Thursday, May 14, 2015

Church Decline, The Great Commission, and Christian Optimism

Today's gospel reading comes from the last five verses of Matthew, a passage often labeled "The Great Commission." The remaining eleven disciples are sent "to make disciples of all nations" (or "all Gentiles," depending on how you translate the Greek). This is accomplished by baptizing and by "teaching them to obey everything that I have commanded you."

Just over 100 years ago, many people thought the Great Commission was about to be fulfilled. The missionary movement would soon reach every corner and recess of the world, and the 20th Century would indeed be the Christian Century. A magazine by that name still exists. Not so the dreams of a fulfilled Great Commission. This week The Washington Post published a story entitled, "Christianity Faces Sharp Decline as Americans are Becoming Even Less Affiliated with Religion." And the certainty of a century ago erodes a bit more.

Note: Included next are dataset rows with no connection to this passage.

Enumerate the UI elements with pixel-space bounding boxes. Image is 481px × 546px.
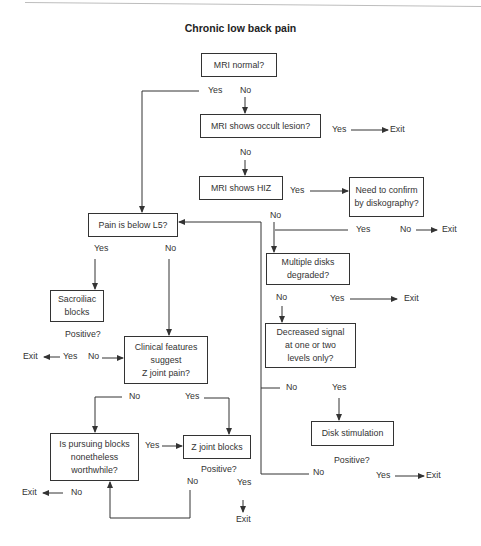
box-hiz: MRI shows HIZ <box>199 176 283 200</box>
label-sacro-no: No <box>88 351 99 361</box>
label-pursuing-exit: Exit <box>22 487 37 497</box>
label-confirm-yes: Yes <box>356 224 370 234</box>
label-hiz-yes: Yes <box>290 185 304 195</box>
label-multi-no: No <box>276 292 287 302</box>
label-disk-no: No <box>313 467 324 477</box>
label-clinical-yes: Yes <box>185 391 199 401</box>
box-occult-lesion: MRI shows occult lesion? <box>200 114 321 138</box>
label-mri-normal-yes: Yes <box>208 85 222 95</box>
label-decreased-yes: Yes <box>332 382 346 392</box>
label-multi-exit: Exit <box>404 293 419 303</box>
box-z-joint-blocks: Z joint blocks <box>183 435 251 459</box>
label-sacro-exit: Exit <box>23 351 38 361</box>
box-decreased-signal: Decreased signal at one or two levels on… <box>265 323 356 368</box>
box-confirm-diskography: Need to confirm by diskography? <box>349 177 424 217</box>
label-occult-yes: Yes <box>332 124 346 134</box>
label-occult-exit: Exit <box>390 124 405 134</box>
label-zjoint-yes: Yes <box>237 477 251 487</box>
box-mri-normal: MRI normal? <box>201 53 277 77</box>
label-zjoint-exit: Exit <box>236 514 251 524</box>
box-disk-stimulation: Disk stimulation <box>311 421 394 446</box>
label-pursuing-no: No <box>71 487 82 497</box>
label-pain-no: No <box>165 243 176 253</box>
label-sacro-yes: Yes <box>63 351 77 361</box>
label-pain-yes: Yes <box>94 243 108 253</box>
label-sacro-positive: Positive? <box>65 329 101 339</box>
box-pain-below-l5: Pain is below L5? <box>88 213 178 237</box>
label-multi-yes: Yes <box>330 293 344 303</box>
box-sacroiliac-blocks: Sacroiliac blocks <box>50 290 104 322</box>
label-clinical-no: No <box>129 391 140 401</box>
box-multiple-disks: Multiple disks degraded? <box>266 253 350 285</box>
label-disk-yes: Yes <box>376 470 390 480</box>
label-confirm-no: No <box>400 224 411 234</box>
label-disk-exit: Exit <box>426 470 441 480</box>
label-pursuing-yes: Yes <box>145 440 159 450</box>
label-decreased-no: No <box>286 382 297 392</box>
label-confirm-exit: Exit <box>442 224 457 234</box>
label-disk-positive: Positive? <box>334 455 370 465</box>
label-zjoint-positive: Positive? <box>201 464 237 474</box>
label-mri-normal-no: No <box>240 85 251 95</box>
label-occult-no: No <box>240 147 251 157</box>
label-hiz-no: No <box>270 210 281 220</box>
box-clinical-features: Clinical features suggest Z joint pain? <box>124 336 208 384</box>
label-zjoint-no: No <box>187 476 198 486</box>
box-pursuing-blocks: Is pursuing blocks nonetheless worthwhil… <box>50 433 139 481</box>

For some this simply reinforces the angst that is already prominent in American Christianity, one more bit of confirmation that the sky is falling. But I suspect that this angst is as overblown as the confidence of a hundred years previous. Both the confidence and the angst emerged more from the perceived strength or weakness of the nation than from any promise of divine presence and help.

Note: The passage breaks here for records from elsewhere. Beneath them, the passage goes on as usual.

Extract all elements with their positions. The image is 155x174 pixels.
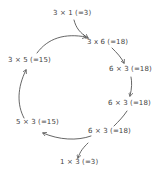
node-1x3: 1 × 3 (=3)	[60, 158, 98, 167]
node-6x3-second: 6 × 3 (=18)	[108, 99, 151, 108]
arrow-n8-to-n2	[37, 36, 86, 53]
node-6x3-first: 6 × 3 (=18)	[109, 65, 152, 74]
node-3x5: 3 × 5 (=15)	[8, 56, 51, 65]
arrow-n7-to-n8	[19, 70, 26, 118]
node-3x6: 3 x 6 (=18)	[87, 38, 128, 47]
node-3x1: 3 × 1 (=3)	[53, 9, 91, 18]
arrow-n5-to-n6	[78, 143, 88, 158]
node-6x3-third: 6 × 3 (=18)	[88, 127, 131, 136]
node-5x3: 5 × 3 (=15)	[16, 118, 59, 127]
arrow-n5-to-n7	[43, 133, 91, 139]
arrow-n2-to-n3	[112, 48, 124, 63]
diagram-canvas: 3 × 1 (=3) 3 x 6 (=18) 6 × 3 (=18) 6 × 3…	[0, 0, 155, 174]
diagram-edges	[0, 0, 155, 174]
arrow-n4-to-n5	[114, 111, 127, 126]
arrow-n3-to-n4	[130, 77, 132, 96]
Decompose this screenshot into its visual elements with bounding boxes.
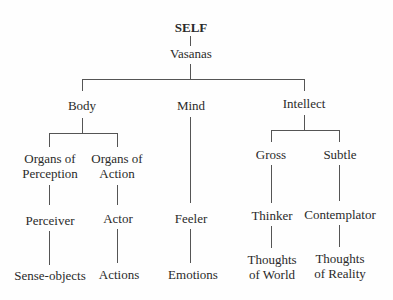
connector-to-gross	[271, 130, 272, 142]
connector-to-body	[82, 79, 83, 91]
connector-intellect-down	[304, 115, 305, 130]
connector-self-vasanas	[190, 36, 191, 46]
connector-feeler-emotions	[190, 229, 191, 263]
connector-intellect-horizontal	[271, 130, 340, 131]
connector-subtle-contemplator	[339, 165, 340, 201]
connector-to-action	[117, 133, 118, 147]
node-self: SELF	[175, 20, 208, 35]
connector-gross-thinker	[271, 165, 272, 203]
thoughts-reality-line1: Thoughts	[314, 251, 366, 266]
node-actor: Actor	[103, 211, 133, 226]
node-vasanas: Vasanas	[170, 46, 212, 61]
action-line1: Organs of	[91, 151, 142, 166]
connector-body-down	[82, 118, 83, 133]
node-perceiver: Perceiver	[25, 213, 74, 228]
node-actions: Actions	[99, 267, 139, 282]
connector-mind-feeler	[190, 117, 191, 203]
connector-action-actor	[117, 185, 118, 205]
connector-to-subtle	[339, 130, 340, 142]
node-thinker: Thinker	[251, 208, 292, 223]
connector-to-perception	[49, 133, 50, 147]
connector-body-horizontal	[49, 133, 118, 134]
node-emotions: Emotions	[168, 267, 218, 282]
node-sense-objects: Sense-objects	[14, 268, 85, 283]
node-gross: Gross	[256, 147, 286, 162]
action-line2: Action	[91, 166, 142, 181]
node-contemplator: Contemplator	[304, 207, 376, 222]
node-intellect: Intellect	[283, 96, 326, 111]
node-body: Body	[68, 98, 96, 113]
node-organs-of-action: Organs of Action	[91, 151, 142, 181]
connector-to-intellect	[304, 79, 305, 91]
thoughts-reality-line2: of Reality	[314, 266, 366, 281]
connector-perceiver-sense-objects	[49, 231, 50, 265]
connector-vasanas-down	[190, 64, 191, 80]
node-organs-of-perception: Organs of Perception	[22, 151, 78, 181]
node-thoughts-of-world: Thoughts of World	[247, 252, 296, 282]
node-mind: Mind	[177, 98, 205, 113]
perception-line2: Perception	[22, 166, 78, 181]
connector-actor-actions	[117, 229, 118, 263]
connector-level2-horizontal	[82, 79, 305, 80]
node-subtle: Subtle	[323, 147, 356, 162]
thoughts-world-line1: Thoughts	[247, 252, 296, 267]
node-thoughts-of-reality: Thoughts of Reality	[314, 251, 366, 281]
perception-line1: Organs of	[22, 151, 78, 166]
connector-thinker-thoughts	[271, 226, 272, 248]
node-feeler: Feeler	[175, 211, 207, 226]
connector-contemplator-thoughts	[339, 225, 340, 247]
thoughts-world-line2: of World	[247, 267, 296, 282]
self-hierarchy-diagram: SELF Vasanas Body Organs of Perception O…	[0, 0, 393, 300]
connector-perception-perceiver	[49, 185, 50, 205]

Old notions of a Christian Century were closely connected to American confidence and hubris. Expectations that the 20th Century would be an American Century buttressed hope for a Christian one, and at times it was nearly impossible to separate American hopes of expansion and empire from missionary zeal. Similarly, America's current, shaky self-confidence gets mirrored in today's religious angst. But just because Christendom folded wedded faith to culture doesn't mean God ever did.

In fact, if by "Christianity" that article in The Washington Post means to speak of discipleship, the sort Jesus commands in his Great Commission, then the headline may even be a factual error. By measuring Christianity largely on the basis of participation in institutional churches, the statistics in the article may actually chart a decline of cultural expectations rather than a decline in faith of any real significance. For decades, the culture propped up church participation, meaning church affiliation was never an accurate measure of the Great Commission's fulfillment.

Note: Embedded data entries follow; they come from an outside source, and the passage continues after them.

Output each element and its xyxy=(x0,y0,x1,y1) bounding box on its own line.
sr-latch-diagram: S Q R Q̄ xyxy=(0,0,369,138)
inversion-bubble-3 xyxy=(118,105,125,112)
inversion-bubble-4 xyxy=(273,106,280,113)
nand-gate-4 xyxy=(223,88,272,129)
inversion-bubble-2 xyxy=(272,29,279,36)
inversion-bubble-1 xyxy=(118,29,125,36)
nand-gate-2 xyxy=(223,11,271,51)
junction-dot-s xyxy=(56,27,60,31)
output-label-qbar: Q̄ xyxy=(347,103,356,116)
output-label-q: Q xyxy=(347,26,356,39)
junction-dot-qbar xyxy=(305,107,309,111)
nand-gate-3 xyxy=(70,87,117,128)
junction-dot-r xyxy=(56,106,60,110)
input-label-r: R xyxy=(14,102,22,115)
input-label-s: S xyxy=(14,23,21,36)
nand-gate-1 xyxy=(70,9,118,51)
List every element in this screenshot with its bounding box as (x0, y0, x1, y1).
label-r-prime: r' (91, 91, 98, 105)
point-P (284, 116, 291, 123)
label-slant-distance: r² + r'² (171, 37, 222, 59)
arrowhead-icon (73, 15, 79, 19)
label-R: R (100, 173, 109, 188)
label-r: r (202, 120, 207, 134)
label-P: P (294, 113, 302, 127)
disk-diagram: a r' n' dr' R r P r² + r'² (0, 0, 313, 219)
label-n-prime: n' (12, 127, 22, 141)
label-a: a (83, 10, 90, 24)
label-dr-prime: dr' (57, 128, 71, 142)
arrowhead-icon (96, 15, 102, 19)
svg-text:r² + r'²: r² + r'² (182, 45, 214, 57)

I have long felt that the demise of "cultural Christianity" was a great opportunity for the Church. (By Church I mean the body of Christ and not any particular denomination or congregation.) We have the chance to consider whether what we do is about following Jesus and his counter-cultural Way, or whether it is a remnant of days when we had been co-opted by the culture for its purposes. And here the measure is not adherents or the number of folks who "believe" in God or Jesus. The measure is discipleship which Jesus describes as obeying "everything I have commanded you."

Congregations are always a messy amalgam of discipleship and culture. This is necessarily the case because we exist in the world. It is quite appropriate for a congregation to use its culture's styles of communication and interpretation in teaching and living out its discipleship. But this cultural connection becomes a problem when the congregation or denomination starts to exist to propagate its culture. This happened in the missionary movement a hundred years ago when converts in sub-Saharan Africa were told they needed to adopt Western clergy attire and Western music and instruments in order to be Christian. And it happens today when congregations imagine that part of their calling is to ensure that their cultural ways of being church survive.

This is not a call for churches to junk their pipe organs or embrace whatever the latest fad for attracting people to faith is, far from it. It is a call for us to step back and wonder WHY we do the things we do. Are our activities about faithfully striving to become disciples who obey Jesus and about helping other to become disciples, too? Or do they primarily serve some other purpose? This is critical information because when our efforts are about making disciples, it is hard not to be optimistic. After all, Jesus promises to be with us, and what could be better than that?